The Supreme Court on Wednesday reserved its verdict on the pleas seeking fresh interpretation of the term 'juvenile' in the statute and leaving it to the criminal court, instead of Juvenile Justice Board, to determine the juvenility of an offender in heinous crimes.
Two petitions, filed by Bharatiya Janata Party leader Subramanian Swamy and parents of the victim of the December 16 gang rape, challenging the constitutional validity of the Juvenile Justice (Care and Protection of Children) Act 2000, were opposed by the Centre.
The victim's father said that the August 31, 2013 verdict of the Juvenile Justice Board was not acceptable to the family and so they are challenging the act as there is no other authority which they can approach for such relief.
He sought a direction to declare as unconstitutional and void the JJA to the extent it puts a blanket ban on the power of the criminal courts to try a juvenile offender for offences committed under the IPC.
His counsel Aman Hingorani submitted that the provisions in the act leave the judiciary a "helpless spectator" to the proceedings of the board which functions merely as a fact finding inquiry body rather than carrying out the trial.
He said "mental and intellectual maturity" of the juvenile involved in the December 16 gang rape has to be taken into account and should be put to trial like the four other accused who have been awarded death sentence.
"Can a person party in the gang not know what he is doing?
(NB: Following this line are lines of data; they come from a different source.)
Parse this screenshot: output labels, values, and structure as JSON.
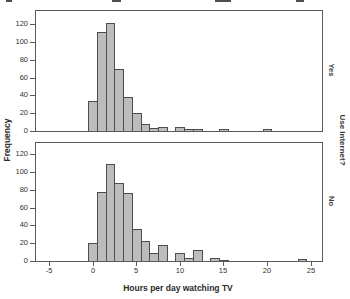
{
  "chart_data": {
    "type": "bar",
    "subtype": "paneled-histogram",
    "title": "",
    "xlabel": "Hours per day watching TV",
    "ylabel": "Frequency",
    "panel_dimension_label": "Use Internet?",
    "x_ticks": [
      -5,
      0,
      5,
      10,
      15,
      20,
      25
    ],
    "y_ticks": [
      0,
      20,
      40,
      60,
      80,
      100,
      120
    ],
    "xlim": [
      -6.6,
      26.3
    ],
    "ylim": [
      0,
      135
    ],
    "bin_width": 1,
    "grid": false,
    "legend": "none",
    "panels": [
      {
        "label": "Yes",
        "bins": [
          {
            "x": 0,
            "count": 34
          },
          {
            "x": 1,
            "count": 111
          },
          {
            "x": 2,
            "count": 121
          },
          {
            "x": 3,
            "count": 70
          },
          {
            "x": 4,
            "count": 38
          },
          {
            "x": 5,
            "count": 20
          },
          {
            "x": 6,
            "count": 8
          },
          {
            "x": 7,
            "count": 3
          },
          {
            "x": 8,
            "count": 5
          },
          {
            "x": 10,
            "count": 5
          },
          {
            "x": 11,
            "count": 2
          },
          {
            "x": 12,
            "count": 2
          },
          {
            "x": 15,
            "count": 2
          },
          {
            "x": 20,
            "count": 2
          }
        ]
      },
      {
        "label": "No",
        "bins": [
          {
            "x": 0,
            "count": 20
          },
          {
            "x": 1,
            "count": 77
          },
          {
            "x": 2,
            "count": 109
          },
          {
            "x": 3,
            "count": 88
          },
          {
            "x": 4,
            "count": 76
          },
          {
            "x": 5,
            "count": 36
          },
          {
            "x": 6,
            "count": 23
          },
          {
            "x": 7,
            "count": 9
          },
          {
            "x": 8,
            "count": 18
          },
          {
            "x": 10,
            "count": 9
          },
          {
            "x": 11,
            "count": 3
          },
          {
            "x": 12,
            "count": 12
          },
          {
            "x": 14,
            "count": 3
          },
          {
            "x": 15,
            "count": 1
          },
          {
            "x": 24,
            "count": 2
          }
        ]
      }
    ],
    "colors": {
      "bar_fill": "#bcbcbc",
      "bar_border": "#4d4d4d",
      "axis": "#5a5a5a",
      "text": "#2b2b2b",
      "background": "#ffffff"
    }
  }
}
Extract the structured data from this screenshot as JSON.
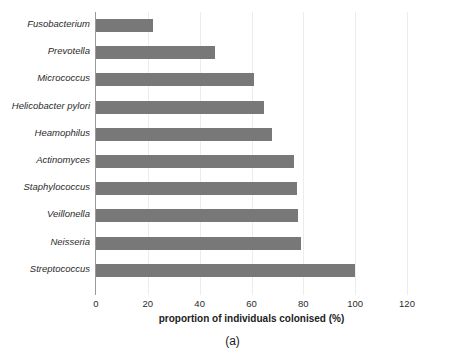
{
  "chart_data": {
    "type": "bar",
    "orientation": "horizontal",
    "title": "",
    "subtitle": "",
    "xlabel": "proportion of individuals colonised (%)",
    "ylabel": "",
    "xlim": [
      0,
      120
    ],
    "xticks": [
      0,
      20,
      40,
      60,
      80,
      100,
      120
    ],
    "grid": true,
    "grid_axis": "x",
    "legend": false,
    "legend_position": "none",
    "bar_color": "#787878",
    "categories": [
      "Fusobacterium",
      "Prevotella",
      "Micrococcus",
      "Helicobacter pylori",
      "Heamophilus",
      "Actinomyces",
      "Staphylococcus",
      "Veillonella",
      "Neisseria",
      "Streptococcus"
    ],
    "values": [
      22,
      46,
      61,
      65,
      68,
      76.5,
      77.5,
      78,
      79,
      100
    ],
    "caption": "(a)"
  },
  "figure": {
    "caption": "(a)",
    "axis_title": "proportion of individuals colonised (%)"
  }
}
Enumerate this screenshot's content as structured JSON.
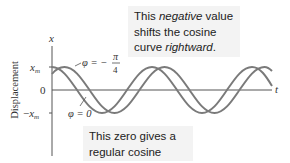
{
  "diagram": {
    "axes": {
      "y_axis_label": "x",
      "x_axis_label": "t",
      "ylabel_side": "Displacement",
      "y_ticks": [
        "x_m",
        "0",
        "−x_m"
      ]
    },
    "curves": [
      {
        "name": "phi-zero-curve",
        "label_text": "φ = 0",
        "phase": "0",
        "color": "#7a7a7a"
      },
      {
        "name": "phi-neg-pi-4-curve",
        "label_text": "φ = −",
        "label_frac_num": "π",
        "label_frac_den": "4",
        "phase": "-π/4",
        "color": "#7a7a7a"
      }
    ],
    "callouts": {
      "top": {
        "part1": "This ",
        "emph1": "negative",
        "part2": " value shifts the cosine curve ",
        "emph2": "rightward",
        "part3": "."
      },
      "bottom": {
        "text": "This zero gives a regular cosine curve."
      }
    },
    "colors": {
      "curve": "#7a7a7a",
      "axis": "#555555",
      "callout_bg": "#f3f3f3",
      "text": "#222222"
    }
  }
}
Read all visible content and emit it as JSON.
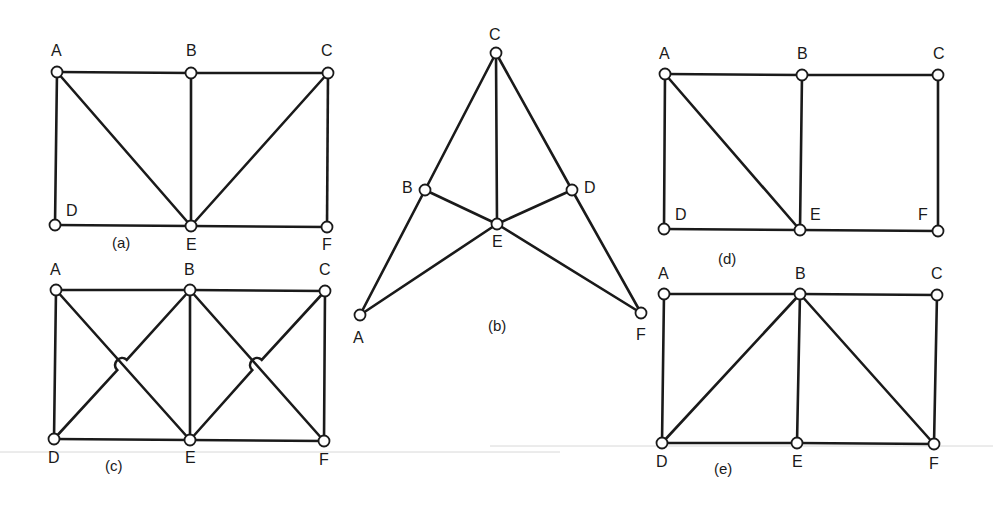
{
  "figure": {
    "diagrams": [
      {
        "id": "a",
        "caption": "(a)",
        "caption_pos": [
          112,
          248
        ],
        "nodes": [
          {
            "id": "A",
            "x": 57,
            "y": 72,
            "label": "A",
            "lx": 51,
            "ly": 56
          },
          {
            "id": "B",
            "x": 191,
            "y": 73,
            "label": "B",
            "lx": 186,
            "ly": 56
          },
          {
            "id": "C",
            "x": 328,
            "y": 73,
            "label": "C",
            "lx": 321,
            "ly": 56
          },
          {
            "id": "D",
            "x": 55,
            "y": 225,
            "label": "D",
            "lx": 66,
            "ly": 216
          },
          {
            "id": "E",
            "x": 191,
            "y": 226,
            "label": "E",
            "lx": 186,
            "ly": 250
          },
          {
            "id": "F",
            "x": 327,
            "y": 227,
            "label": "F",
            "lx": 322,
            "ly": 250
          }
        ],
        "edges": [
          [
            "A",
            "B"
          ],
          [
            "B",
            "C"
          ],
          [
            "A",
            "D"
          ],
          [
            "A",
            "E"
          ],
          [
            "B",
            "E"
          ],
          [
            "C",
            "E"
          ],
          [
            "C",
            "F"
          ],
          [
            "D",
            "E"
          ],
          [
            "E",
            "F"
          ]
        ],
        "hops": []
      },
      {
        "id": "b",
        "caption": "(b)",
        "caption_pos": [
          488,
          331
        ],
        "nodes": [
          {
            "id": "C",
            "x": 496,
            "y": 53,
            "label": "C",
            "lx": 489,
            "ly": 40
          },
          {
            "id": "B",
            "x": 425,
            "y": 190,
            "label": "B",
            "lx": 402,
            "ly": 193
          },
          {
            "id": "D",
            "x": 572,
            "y": 190,
            "label": "D",
            "lx": 584,
            "ly": 193
          },
          {
            "id": "E",
            "x": 497,
            "y": 224,
            "label": "E",
            "lx": 492,
            "ly": 247
          },
          {
            "id": "A",
            "x": 360,
            "y": 315,
            "label": "A",
            "lx": 353,
            "ly": 343
          },
          {
            "id": "F",
            "x": 641,
            "y": 313,
            "label": "F",
            "lx": 636,
            "ly": 340
          }
        ],
        "edges": [
          [
            "C",
            "B"
          ],
          [
            "C",
            "E"
          ],
          [
            "C",
            "D"
          ],
          [
            "B",
            "A"
          ],
          [
            "B",
            "E"
          ],
          [
            "D",
            "E"
          ],
          [
            "D",
            "F"
          ],
          [
            "A",
            "E"
          ],
          [
            "E",
            "F"
          ]
        ],
        "hops": []
      },
      {
        "id": "c",
        "caption": "(c)",
        "caption_pos": [
          105,
          471
        ],
        "nodes": [
          {
            "id": "A",
            "x": 56,
            "y": 290,
            "label": "A",
            "lx": 50,
            "ly": 275
          },
          {
            "id": "B",
            "x": 190,
            "y": 290,
            "label": "B",
            "lx": 184,
            "ly": 275
          },
          {
            "id": "C",
            "x": 325,
            "y": 291,
            "label": "C",
            "lx": 319,
            "ly": 275
          },
          {
            "id": "D",
            "x": 54,
            "y": 439,
            "label": "D",
            "lx": 48,
            "ly": 463
          },
          {
            "id": "E",
            "x": 190,
            "y": 440,
            "label": "E",
            "lx": 185,
            "ly": 463
          },
          {
            "id": "F",
            "x": 324,
            "y": 441,
            "label": "F",
            "lx": 319,
            "ly": 465
          }
        ],
        "edges": [
          [
            "A",
            "B"
          ],
          [
            "B",
            "C"
          ],
          [
            "A",
            "D"
          ],
          [
            "B",
            "E"
          ],
          [
            "C",
            "F"
          ],
          [
            "D",
            "E"
          ],
          [
            "E",
            "F"
          ],
          [
            "A",
            "E"
          ],
          [
            "B",
            "F"
          ]
        ],
        "hops": [
          {
            "from": "D",
            "to": "B",
            "cx": 122,
            "cy": 365
          },
          {
            "from": "E",
            "to": "C",
            "cx": 257,
            "cy": 365
          }
        ]
      },
      {
        "id": "d",
        "caption": "(d)",
        "caption_pos": [
          718,
          264
        ],
        "nodes": [
          {
            "id": "A",
            "x": 665,
            "y": 74,
            "label": "A",
            "lx": 659,
            "ly": 59
          },
          {
            "id": "B",
            "x": 802,
            "y": 75,
            "label": "B",
            "lx": 797,
            "ly": 59
          },
          {
            "id": "C",
            "x": 938,
            "y": 75,
            "label": "C",
            "lx": 933,
            "ly": 59
          },
          {
            "id": "D",
            "x": 664,
            "y": 229,
            "label": "D",
            "lx": 675,
            "ly": 220
          },
          {
            "id": "E",
            "x": 800,
            "y": 230,
            "label": "E",
            "lx": 810,
            "ly": 220
          },
          {
            "id": "F",
            "x": 938,
            "y": 231,
            "label": "F",
            "lx": 918,
            "ly": 220
          }
        ],
        "edges": [
          [
            "A",
            "B"
          ],
          [
            "B",
            "C"
          ],
          [
            "A",
            "D"
          ],
          [
            "A",
            "E"
          ],
          [
            "B",
            "E"
          ],
          [
            "C",
            "F"
          ],
          [
            "D",
            "E"
          ],
          [
            "E",
            "F"
          ]
        ],
        "hops": []
      },
      {
        "id": "e",
        "caption": "(e)",
        "caption_pos": [
          714,
          474
        ],
        "nodes": [
          {
            "id": "A",
            "x": 664,
            "y": 294,
            "label": "A",
            "lx": 658,
            "ly": 279
          },
          {
            "id": "B",
            "x": 800,
            "y": 294,
            "label": "B",
            "lx": 795,
            "ly": 279
          },
          {
            "id": "C",
            "x": 937,
            "y": 295,
            "label": "C",
            "lx": 931,
            "ly": 279
          },
          {
            "id": "D",
            "x": 662,
            "y": 443,
            "label": "D",
            "lx": 656,
            "ly": 467
          },
          {
            "id": "E",
            "x": 797,
            "y": 443,
            "label": "E",
            "lx": 792,
            "ly": 467
          },
          {
            "id": "F",
            "x": 934,
            "y": 444,
            "label": "F",
            "lx": 929,
            "ly": 469
          }
        ],
        "edges": [
          [
            "A",
            "B"
          ],
          [
            "B",
            "C"
          ],
          [
            "A",
            "D"
          ],
          [
            "B",
            "D"
          ],
          [
            "B",
            "E"
          ],
          [
            "B",
            "F"
          ],
          [
            "C",
            "F"
          ],
          [
            "D",
            "E"
          ],
          [
            "E",
            "F"
          ]
        ],
        "hops": []
      }
    ],
    "colors": {
      "line": "#1a1a1a",
      "node_fill": "#ffffff",
      "background": "#ffffff"
    }
  }
}
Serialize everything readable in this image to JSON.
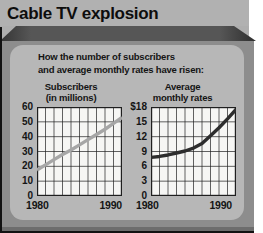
{
  "header": {
    "title": "Cable TV explosion"
  },
  "intro": {
    "line1": "How the number of subscribers",
    "line2": "and average monthly rates have risen:"
  },
  "palette": {
    "title_bar": "#b1b1b1",
    "ridge": "#565656",
    "frame": "#8d8d8d",
    "inner_panel": "#b7b7b7",
    "plot_bg": "#f6f6f4",
    "grid": "#1f1f1f",
    "text": "#141414",
    "subscribers_line": "#a6a6a6",
    "rates_line": "#2d2d2d"
  },
  "chart_data": [
    {
      "type": "line",
      "title_line1": "Subscribers",
      "title_line2": "(in millions)",
      "x": [
        1980,
        1981,
        1982,
        1983,
        1984,
        1985,
        1986,
        1987,
        1988,
        1989,
        1990
      ],
      "values": [
        17.5,
        21,
        24.5,
        28,
        31,
        34.5,
        38,
        41.5,
        45,
        49,
        53
      ],
      "ylim": [
        0,
        60
      ],
      "y_ticks": [
        "60",
        "50",
        "40",
        "30",
        "20",
        "10",
        "0"
      ],
      "y_divisions": 6,
      "x_divisions": 10,
      "x_tick_start": "1980",
      "x_tick_end": "1990",
      "grid": true,
      "legend": "none",
      "line_color": "#a6a6a6"
    },
    {
      "type": "line",
      "title_line1": "Average",
      "title_line2": "monthly rates",
      "x": [
        1980,
        1981,
        1982,
        1983,
        1984,
        1985,
        1986,
        1987,
        1988,
        1989,
        1990
      ],
      "values": [
        7.8,
        8.0,
        8.3,
        8.7,
        9.1,
        9.7,
        10.6,
        12.2,
        13.8,
        15.6,
        17.5
      ],
      "ylim": [
        0,
        18
      ],
      "y_ticks": [
        "$18",
        "15",
        "12",
        "9",
        "6",
        "3",
        "0"
      ],
      "y_divisions": 6,
      "x_divisions": 10,
      "x_tick_start": "1980",
      "x_tick_end": "1990",
      "grid": true,
      "legend": "none",
      "line_color": "#2d2d2d"
    }
  ]
}
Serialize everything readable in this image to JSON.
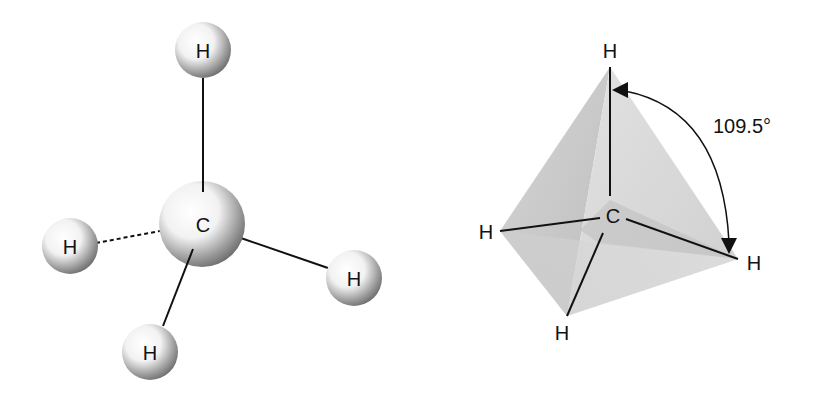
{
  "ball_and_stick": {
    "carbon_label": "C",
    "hydrogen_labels": [
      "H",
      "H",
      "H",
      "H"
    ]
  },
  "tetrahedron": {
    "carbon_label": "C",
    "hydrogen_labels": [
      "H",
      "H",
      "H",
      "H"
    ],
    "bond_angle": "109.5°"
  }
}
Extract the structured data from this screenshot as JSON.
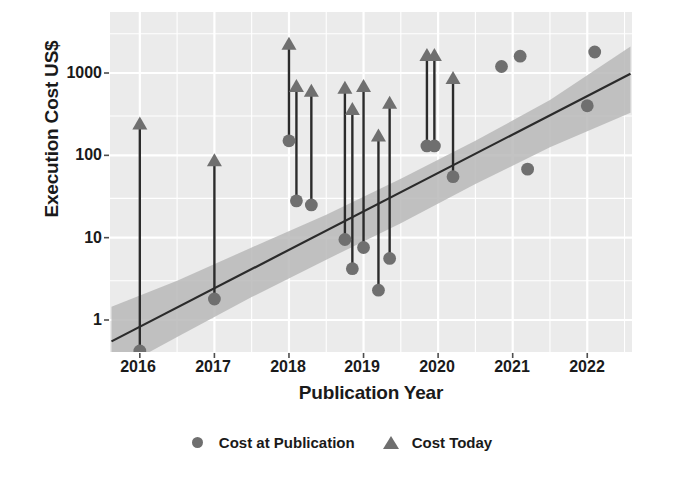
{
  "chart_data": {
    "type": "scatter",
    "title": "",
    "xlabel": "Publication Year",
    "ylabel": "Execution Cost US$",
    "yscale": "log",
    "ylim": [
      0.3,
      4000
    ],
    "xlim": [
      2015.6,
      2022.6
    ],
    "xticks": [
      2016,
      2017,
      2018,
      2019,
      2020,
      2021,
      2022
    ],
    "xtick_labels": [
      "2016",
      "2017",
      "2018",
      "2019",
      "2020",
      "2021",
      "2022"
    ],
    "yticks": [
      1,
      10,
      100,
      1000
    ],
    "ytick_labels": [
      "1",
      "10",
      "100",
      "1000"
    ],
    "grid": true,
    "legend_position": "bottom",
    "legend": [
      {
        "label": "Cost at Publication",
        "marker": "circle",
        "color": "#6f6f6f"
      },
      {
        "label": "Cost Today",
        "marker": "triangle",
        "color": "#6f6f6f"
      }
    ],
    "series": [
      {
        "name": "Cost at Publication",
        "marker": "circle",
        "color": "#6f6f6f",
        "points": [
          {
            "x": 2016.0,
            "y": 0.42
          },
          {
            "x": 2017.0,
            "y": 1.8
          },
          {
            "x": 2018.0,
            "y": 150
          },
          {
            "x": 2018.1,
            "y": 28
          },
          {
            "x": 2018.3,
            "y": 25
          },
          {
            "x": 2018.75,
            "y": 9.5
          },
          {
            "x": 2018.85,
            "y": 4.2
          },
          {
            "x": 2019.0,
            "y": 7.6
          },
          {
            "x": 2019.2,
            "y": 2.3
          },
          {
            "x": 2019.35,
            "y": 5.6
          },
          {
            "x": 2019.85,
            "y": 130
          },
          {
            "x": 2019.95,
            "y": 130
          },
          {
            "x": 2020.2,
            "y": 55
          },
          {
            "x": 2020.85,
            "y": 1200
          },
          {
            "x": 2021.1,
            "y": 1600
          },
          {
            "x": 2021.2,
            "y": 68
          },
          {
            "x": 2022.0,
            "y": 400
          },
          {
            "x": 2022.1,
            "y": 1800
          }
        ]
      },
      {
        "name": "Cost Today",
        "marker": "triangle",
        "color": "#6f6f6f",
        "points": [
          {
            "x": 2016.0,
            "y": 280
          },
          {
            "x": 2017.0,
            "y": 100
          },
          {
            "x": 2018.0,
            "y": 2600
          },
          {
            "x": 2018.1,
            "y": 800
          },
          {
            "x": 2018.3,
            "y": 700
          },
          {
            "x": 2018.75,
            "y": 760
          },
          {
            "x": 2018.85,
            "y": 420
          },
          {
            "x": 2019.0,
            "y": 800
          },
          {
            "x": 2019.2,
            "y": 200
          },
          {
            "x": 2019.35,
            "y": 500
          },
          {
            "x": 2019.85,
            "y": 1900
          },
          {
            "x": 2019.95,
            "y": 1900
          },
          {
            "x": 2020.2,
            "y": 1000
          }
        ]
      }
    ],
    "connectors": [
      {
        "x": 2016.0,
        "y0": 0.42,
        "y1": 280
      },
      {
        "x": 2017.0,
        "y0": 1.8,
        "y1": 100
      },
      {
        "x": 2018.0,
        "y0": 150,
        "y1": 2600
      },
      {
        "x": 2018.1,
        "y0": 28,
        "y1": 800
      },
      {
        "x": 2018.3,
        "y0": 25,
        "y1": 700
      },
      {
        "x": 2018.75,
        "y0": 9.5,
        "y1": 760
      },
      {
        "x": 2018.85,
        "y0": 4.2,
        "y1": 420
      },
      {
        "x": 2019.0,
        "y0": 7.6,
        "y1": 800
      },
      {
        "x": 2019.2,
        "y0": 2.3,
        "y1": 200
      },
      {
        "x": 2019.35,
        "y0": 5.6,
        "y1": 500
      },
      {
        "x": 2019.85,
        "y0": 130,
        "y1": 1900
      },
      {
        "x": 2019.95,
        "y0": 130,
        "y1": 1900
      },
      {
        "x": 2020.2,
        "y0": 55,
        "y1": 1000
      }
    ],
    "trend": {
      "name": "linear fit (log scale)",
      "x0": 2015.62,
      "y0": 0.55,
      "x1": 2022.58,
      "y1": 980,
      "band_lower": [
        {
          "x": 2015.62,
          "y": 0.23
        },
        {
          "x": 2016.5,
          "y": 0.62
        },
        {
          "x": 2017.5,
          "y": 1.9
        },
        {
          "x": 2018.5,
          "y": 5.4
        },
        {
          "x": 2019.5,
          "y": 15
        },
        {
          "x": 2020.5,
          "y": 45
        },
        {
          "x": 2021.5,
          "y": 125
        },
        {
          "x": 2022.58,
          "y": 330
        }
      ],
      "band_upper": [
        {
          "x": 2015.62,
          "y": 1.45
        },
        {
          "x": 2016.5,
          "y": 3.0
        },
        {
          "x": 2017.5,
          "y": 7.6
        },
        {
          "x": 2018.5,
          "y": 19
        },
        {
          "x": 2019.5,
          "y": 52
        },
        {
          "x": 2020.5,
          "y": 150
        },
        {
          "x": 2021.5,
          "y": 470
        },
        {
          "x": 2022.58,
          "y": 2100
        }
      ]
    },
    "colors": {
      "panel_background": "#ebebeb",
      "grid": "#ffffff",
      "marker": "#6f6f6f",
      "trend_line": "#2b2b2b",
      "trend_band": "#b8b8b8",
      "connector": "#2b2b2b",
      "text": "#1a1a1a"
    }
  }
}
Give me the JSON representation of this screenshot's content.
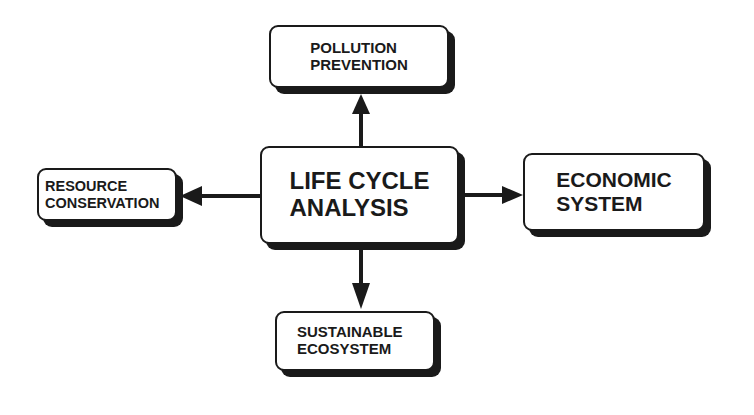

Can any person under any jurisprudence of any country in such a case say he has no knowledge what he is doing," Hingorani submitted before a bench headed by Chief Justice P Sathasivam.
The petition by the victim's parents said the juvenile "is liable to be tried and punished by the criminal courts for the aforesaid offences, complete with the judicial discretion on established principles of law regarding the award of sentence keeping in view, amongst other factors, the nature and gravity of the offence".
The counsel submitted that the Centre was opposing the plea on wrong assumption that putting a juvenile for criminal proceedings before a court would amount to "retrial" of the minor.
He said since the proceedings before the JJB was a fact finding inquiry, making the minor, who was six months short of 18 years, would not be considered as a retrial.
However, Additional Solicitor General Siddharth Luthra opposed the plea saying that "judicial flavour is not lost in the JJB proceedings" and the age limit of 18 years fixed for not trying a person in criminal court is a valid parameter based on research worldwide.
When the bench, also comprising justices Ranjan Gogoi and Shiva Kirti Singh, asked whether the Centre treats JJB as a tribunal, the ASG said, "The JJB operates like a court."
He said proceedings in the JJB is not in the nature of adversarial litigation and the act is a beneficial legislation.
The petition referred to the trial court verdict by which four adult accused were convicted and sentenced to death and sought similar trial for the then juvenile offender, who has now turned major.
"One of the accused, however, has not been tried at all for the offences committed under the Indian Penal Code by the criminal court on the premise that he is a juvenile in conflict with law aged 17 years," the petition.
The bench had on Tuesday completed the arguments on behalf of Swamy who sought fresh interpretation of the term 'juvenile' in the statute.
Swamy said the Act provides for a "straitjacket" interpretation of the term 'juvenile' that a person below the age of 18 years is a minor and it was in violation of the United Nations Convention for the Rights of the Child and Beijing Rules on the issue.
The UNCRC and Beijing Rules say the presumption of "the age of criminal responsibility" be fixed while "bearing in mind the mental and intellectual maturity" of the offender, he said.
Swamy said he was neither seeking lowering the 18 years limit set in JJA nor his plea is individual-centric and the reference of the juvenile, one of the accused in the December 16 gang rape case, in his plea was merely an illustration.